Bindings or a profile?
| MIDI Bindings | Controller Profiles | |
|---|---|---|
| Setup | One control at a time, from the palette | The whole controller in one guided pass |
| Knobs control | The exact parameter you learned | The focused track’s mixer controls — follows your selection |
| Buttons run | Any single command you pick | A fixed set of transport / edit / navigation commands |
| Stored as | Command bindings (global) + parameter bindings (per project) | One named profile per device |
| Turns on | Always | Whenever that device is connected |
Creating a profile
Click “Create Profile for <device>…”
The wizard opens. Only touch the controller you’re mapping — while the window is open, input from all MIDI devices is captured, so nothing you press leaks through to instruments or existing bindings.
Work through the steps
For each control, do what the instruction says — press the button, or slowly turn the knob or encoder. The step captures the first control it sees, marks it with a green check, and moves on.
Skip what you don't have
Skip passes on a single control; once you reach the optional extras, Skip Rest jumps straight to the end. A two-knob controller isn’t forced to click through fourteen optional steps. Back redoes the previous step.

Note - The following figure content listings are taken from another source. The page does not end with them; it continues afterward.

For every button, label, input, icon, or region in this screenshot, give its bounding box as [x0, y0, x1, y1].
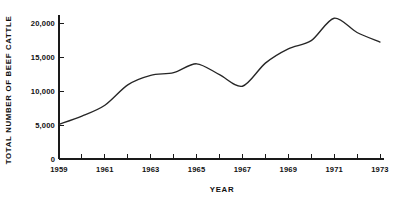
y-axis-tick-marks [59, 23, 64, 125]
x-axis-tick-marks [59, 154, 380, 159]
data-series-line [59, 18, 380, 124]
x-tick-label: 1969 [280, 165, 298, 174]
y-tick-label: 5,000 [35, 121, 55, 130]
y-axis-tick-labels: 05,00010,00015,00020,000 [31, 19, 55, 164]
y-axis-title: TOTAL NUMBER OF BEEF CATTLE [4, 16, 13, 165]
x-axis-tick-labels: 19591961196319651967196919711973 [50, 165, 389, 174]
x-tick-label: 1967 [234, 165, 252, 174]
x-tick-label: 1959 [50, 165, 68, 174]
axis-lines [59, 15, 384, 159]
y-tick-label: 20,000 [31, 19, 55, 28]
chart-container: 05,00010,00015,00020,000 195919611963196… [0, 0, 400, 197]
x-tick-label: 1963 [142, 165, 160, 174]
y-tick-label: 15,000 [31, 53, 55, 62]
x-tick-label: 1965 [188, 165, 206, 174]
line-chart: 05,00010,00015,00020,000 195919611963196… [0, 0, 400, 197]
y-tick-label: 0 [51, 155, 55, 164]
x-axis-title: YEAR [210, 185, 234, 194]
x-tick-label: 1961 [96, 165, 114, 174]
y-tick-label: 10,000 [31, 87, 55, 96]
x-tick-label: 1971 [325, 165, 343, 174]
x-tick-label: 1973 [371, 165, 389, 174]
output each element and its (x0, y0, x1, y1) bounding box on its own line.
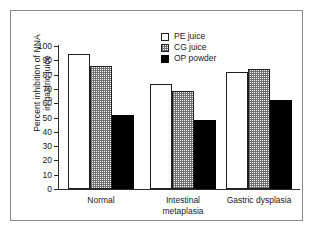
bar (226, 72, 248, 189)
legend-label-pe-juice: PE juice (174, 31, 205, 42)
x-category-label-line: Gastric dysplasia (227, 195, 292, 205)
x-category-label-line: metaplasia (130, 206, 236, 217)
y-tick-label: 40 (30, 127, 52, 136)
bar (172, 91, 194, 189)
y-tick-label: 20 (30, 156, 52, 165)
figure: Percent inhibition of NNA in gastric jui… (0, 0, 314, 235)
y-tick-mark (54, 46, 58, 47)
y-tick-mark (54, 132, 58, 133)
y-tick-mark (54, 60, 58, 61)
bar-group (226, 46, 292, 189)
legend-swatch-pe-juice (161, 33, 169, 41)
y-tick-mark (54, 118, 58, 119)
y-tick-mark (54, 146, 58, 147)
y-tick-label: 70 (30, 84, 52, 93)
y-tick-label: 100 (30, 42, 52, 51)
y-tick-label: 60 (30, 99, 52, 108)
bar (194, 120, 216, 189)
y-tick-label: 30 (30, 142, 52, 151)
x-category-label-line: Intestinal (166, 195, 200, 205)
figure-frame: Percent inhibition of NNA in gastric jui… (10, 10, 303, 221)
y-tick-mark (54, 160, 58, 161)
x-axis-line (58, 189, 300, 190)
y-tick-mark (54, 189, 58, 190)
bar (112, 115, 134, 189)
bar-group (68, 46, 134, 189)
y-tick-mark (54, 103, 58, 104)
y-tick-mark (54, 89, 58, 90)
legend-item-pe-juice: PE juice (161, 31, 216, 42)
y-tick-mark (54, 75, 58, 76)
bar-group (150, 46, 216, 189)
bar (248, 69, 270, 189)
plot-area (58, 46, 299, 189)
x-category-label-line: Normal (87, 195, 114, 205)
bar (68, 54, 90, 189)
bar (150, 84, 172, 189)
y-tick-mark (54, 175, 58, 176)
y-tick-label: 10 (30, 170, 52, 179)
y-tick-label: 50 (30, 113, 52, 122)
y-tick-label: 80 (30, 70, 52, 79)
bar (90, 66, 112, 189)
y-tick-label: 0 (30, 185, 52, 194)
x-category-label: Gastric dysplasia (206, 195, 312, 206)
y-tick-label: 90 (30, 56, 52, 65)
bar (270, 100, 292, 189)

The wizard watches each turning control and tells an endless encoder (relative) from a fixed-range knob (absolute) on its own, labelling each as it’s captured. Either kind works — if a device fools the detector, press Back and redo the step.
What the wizard maps
The flow covers the essentials first, then an optional block of extras. Everything acts on the focused track — whichever track you have selected (or, in Focus Mode, the focused clip’s track).Buttons → commands
| Control | Command | |
|---|---|---|
| Essential | Play / Stop, Record, Loop, Undo | Transport & edit |
| Optional | Mute, Solo, Quantize, Redo, Metronome, Octave up / down | Focused track & edit |
| Optional | Browse open / confirm, Browse back / close, Connect automation track | Navigation (see below) |
| Optional | Cursor forward / backward | Move the edit cursor by one grid step |
Knobs → the focused track’s mixer
| Knob role | |
|---|---|
| Essential | Volume, Pan |
| Optional | Mid gain, Side gain, Mono-below cutoff, Ceiling, Clip-mode selector |
Encoders → navigation
The main encoder is context-aware:- With nothing open, turning it selects tracks — right for next, left for previous.
- With the Command Palette or a picker open, it scrolls that list.
- The Browse: open / confirm button opens the palette and confirms the highlighted entry; Browse: back / close steps back a level or closes it.
- Connect automation track opens the automation picker for the last-touched parameter — browse it with the encoder, confirm to bind.
Managing profiles
Back in Settings ▸ MIDI: Connected MIDI Devices — each device shows a picker and its current state:| Picker choice | Effect |
|---|---|
| Auto-detect (recommended) | Uses the installed profile whose name matches the device. The label shows what it matched, or “no match”. |
| No profile | The device routes as plain MIDI — instruments and Learn bindings only. |
| A specific profile | Pins that profile to this device explicitly. |
How profiles rank against MIDI Learn
When a control arrives, Gridshift resolves it in order:- The wizard, but only while it’s open (so setup never fires anything).
- MIDI Learn command bindings, then learned parameter bindings.
- The device’s controller profile.
- The focused instrument (the control plays as ordinary MIDI).
Sync across your Macs
Controller profiles live in iCloud. A profile you create on one Mac appears on the others while both are signed in — and, like presets and monitor profiles, a profile saved on one machine shows up on another that’s already open.Requirements & limits
- Class-compliant controllers only. Any knob/button/pad controller that appears as a standard MIDI device works.
- No LED / motor feedback. Profiles send nothing back to the controller, so LED rings and motorised faders won’t reflect Gridshift’s state. Bidirectional “DAW mode” needs per-vendor support and isn’t offered.
- 7-bit resolution. Standard CC values; high-resolution 14-bit CC isn’t used.
- MCU / HUI control surfaces aren’t supported — profiles target the knob-and-button class of controller.